Louisiana locks up more people than any other state, nearly twice the national average. If it were a country, it would have the highest incarceration rate in the world. One in 86 Louisianans is behind bars, and one in every 14 black men from New Orleans is serving time.

Cindy Chang, Jan Moller, Jonathan Tilove, and John Simerman of the New Orleans Times-Picayune set out to explain why their state locks up so many people. Their Sidney-Award-winning series, Louisiana INCarcerated, explores the powerful institutional forces that interact to keep incarceration levels sky high. Louisiana is the only state where local sheriffs build and run prisons for profit.

The state pays the sheriffs a per diem of $24.39 per prisoner, a fraction of what it spends to house prisoners in state facilities. The prisons provide jobs for the sheriffs’ constituents and their revenues fund local law enforcement. Not surprisingly, the sheriffs lobby fiercely for longer sentences. Without a steady influx of prisoners, their prisons will lose money.

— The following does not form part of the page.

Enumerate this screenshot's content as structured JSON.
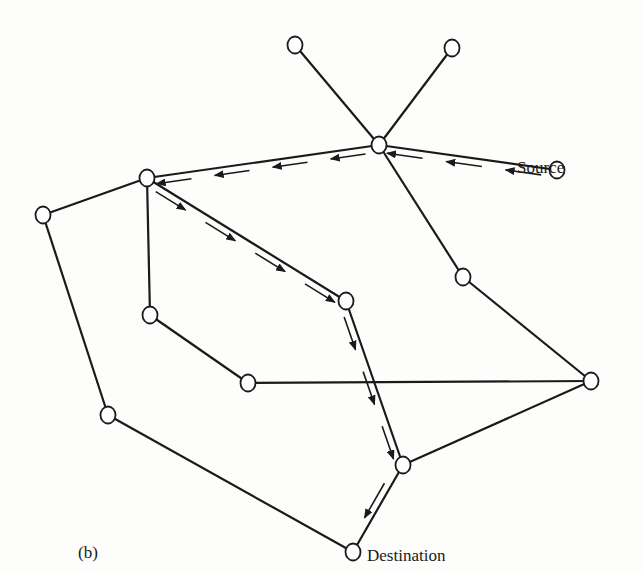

This series paints an unflinching portrait of a justice system corrupted by the pursuit of profit.

Louisiana INCarcerated may be a swan song for The Times-Picayune, which announced yesterday that it wll be laying off a third of its workforce. The paper will soon cut back to three print editions a week, making New Orleans the largest U.S. city without a daily newspaper.

“The prison series was only possible because the newspaper invested tremendous time and resources,” special projects reporter Cindy Chang said, “Of course, we’re concerned that with major staff cuts and an emphasis on constant blogging, this may be our last project.”